Video proof of a benevolent act of some sort could bring a bit of integrity back into brands and their customers. For example, take a Klondike commercial but have it end with your target audience submitting an act of kindness of some sort. “What would you do? I’d visit seniors at a home. I recycle all home glass/paper waste.”
With 15 seconds of video now on instagram, this opens a floodgate for all types of user created video content. Similar to the Sun Drop commercials, anyone can submit a video with a certain hashtag that can be part of a contest for virtually any brand that’s clever enough to reach their target. The real challenge is making it fun to do, fun to watch and of course, relevant enough to get people motivated.
Why Stop There?
The same goes for YouTube. For all the videos on YouTube and as much time the world’s internet community spends watching them, there should be a bill or nonprofit – SOMETHING developed or written to turn views into donations. This isn’t entirely new, as some videos purpose are to gather views and turn them into helping people. So for example, every 1 million views there are to a video, $5,000 is donated to a charity that is pre-selected by the uploader from a list given during the upload process. Clearly some cap has to be instated, similar to the timer that most kickstarter or indiegogo projects are given. Maybe 30 days, maybe 60, maybe 200. I’m not here to talk specifics but to communicate with you what traction (if any) something like this could get and if it’s something YOU’D get behind.

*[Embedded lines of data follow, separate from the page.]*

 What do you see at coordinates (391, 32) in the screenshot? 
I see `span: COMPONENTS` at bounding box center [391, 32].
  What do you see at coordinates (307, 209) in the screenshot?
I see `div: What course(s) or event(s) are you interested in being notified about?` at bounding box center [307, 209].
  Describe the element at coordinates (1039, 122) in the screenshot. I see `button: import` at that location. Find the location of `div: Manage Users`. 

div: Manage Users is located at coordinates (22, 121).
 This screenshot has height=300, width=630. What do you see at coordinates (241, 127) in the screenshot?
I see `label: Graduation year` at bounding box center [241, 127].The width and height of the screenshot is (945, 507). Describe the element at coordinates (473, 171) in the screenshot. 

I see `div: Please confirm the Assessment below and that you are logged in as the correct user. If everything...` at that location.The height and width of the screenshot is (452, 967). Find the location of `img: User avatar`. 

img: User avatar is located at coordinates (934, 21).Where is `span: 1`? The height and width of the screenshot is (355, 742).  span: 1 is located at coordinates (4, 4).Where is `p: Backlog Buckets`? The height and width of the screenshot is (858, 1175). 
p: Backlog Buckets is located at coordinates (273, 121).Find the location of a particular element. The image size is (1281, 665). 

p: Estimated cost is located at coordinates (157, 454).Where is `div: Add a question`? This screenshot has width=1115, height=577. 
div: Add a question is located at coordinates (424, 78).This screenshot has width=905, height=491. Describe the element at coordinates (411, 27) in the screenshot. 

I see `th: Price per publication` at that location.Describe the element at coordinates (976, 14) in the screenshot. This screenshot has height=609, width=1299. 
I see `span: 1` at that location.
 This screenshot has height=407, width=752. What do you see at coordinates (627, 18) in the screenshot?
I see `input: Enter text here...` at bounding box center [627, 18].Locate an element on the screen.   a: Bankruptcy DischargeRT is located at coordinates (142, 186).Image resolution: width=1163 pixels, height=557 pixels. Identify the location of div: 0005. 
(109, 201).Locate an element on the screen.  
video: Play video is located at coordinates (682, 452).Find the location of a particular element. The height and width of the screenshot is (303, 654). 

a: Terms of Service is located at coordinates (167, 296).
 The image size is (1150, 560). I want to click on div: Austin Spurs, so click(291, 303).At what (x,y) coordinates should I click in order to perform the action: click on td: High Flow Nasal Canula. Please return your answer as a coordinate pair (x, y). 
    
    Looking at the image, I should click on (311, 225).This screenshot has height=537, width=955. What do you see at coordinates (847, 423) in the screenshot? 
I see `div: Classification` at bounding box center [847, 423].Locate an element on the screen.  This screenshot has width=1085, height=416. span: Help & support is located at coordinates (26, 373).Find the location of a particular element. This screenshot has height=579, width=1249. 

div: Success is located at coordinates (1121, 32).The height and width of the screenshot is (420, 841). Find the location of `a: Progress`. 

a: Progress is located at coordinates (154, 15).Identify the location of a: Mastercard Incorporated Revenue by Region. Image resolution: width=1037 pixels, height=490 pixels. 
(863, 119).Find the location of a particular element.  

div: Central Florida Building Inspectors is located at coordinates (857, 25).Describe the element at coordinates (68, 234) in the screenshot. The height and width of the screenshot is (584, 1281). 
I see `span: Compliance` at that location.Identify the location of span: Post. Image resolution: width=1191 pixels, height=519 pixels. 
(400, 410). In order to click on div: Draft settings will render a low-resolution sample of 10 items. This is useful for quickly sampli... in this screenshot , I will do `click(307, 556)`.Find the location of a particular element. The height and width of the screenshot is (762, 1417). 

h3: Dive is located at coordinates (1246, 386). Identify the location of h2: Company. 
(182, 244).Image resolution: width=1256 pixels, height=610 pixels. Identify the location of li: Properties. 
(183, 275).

So if Gangnam Style reaches 2 billion views this year (they’re currently at 1.7), the thought of a whole orphanage in Rwanda gets healthy meals for a year seems worth it, doesn’t it? The turnstile for popular YouTube videos spins way too fast for it to NOT go towards some sort of beneficial purpose. Something good has to come out of all the dumb videos on the internet, haha, there I said it. No doubt, keep watching TED talks. As a precaution to stray away from any corruption this may bring by excluding any corporations like Blue Cross, GoodWill, Salvation Army, etc. Small, third-party, mid to lower level non-profits and more community-raised projects are the way to go these days.
Would you download the Litterati app? What app would YOU make to help others on a large scale? One thing is for sure, there’s always room for doing good.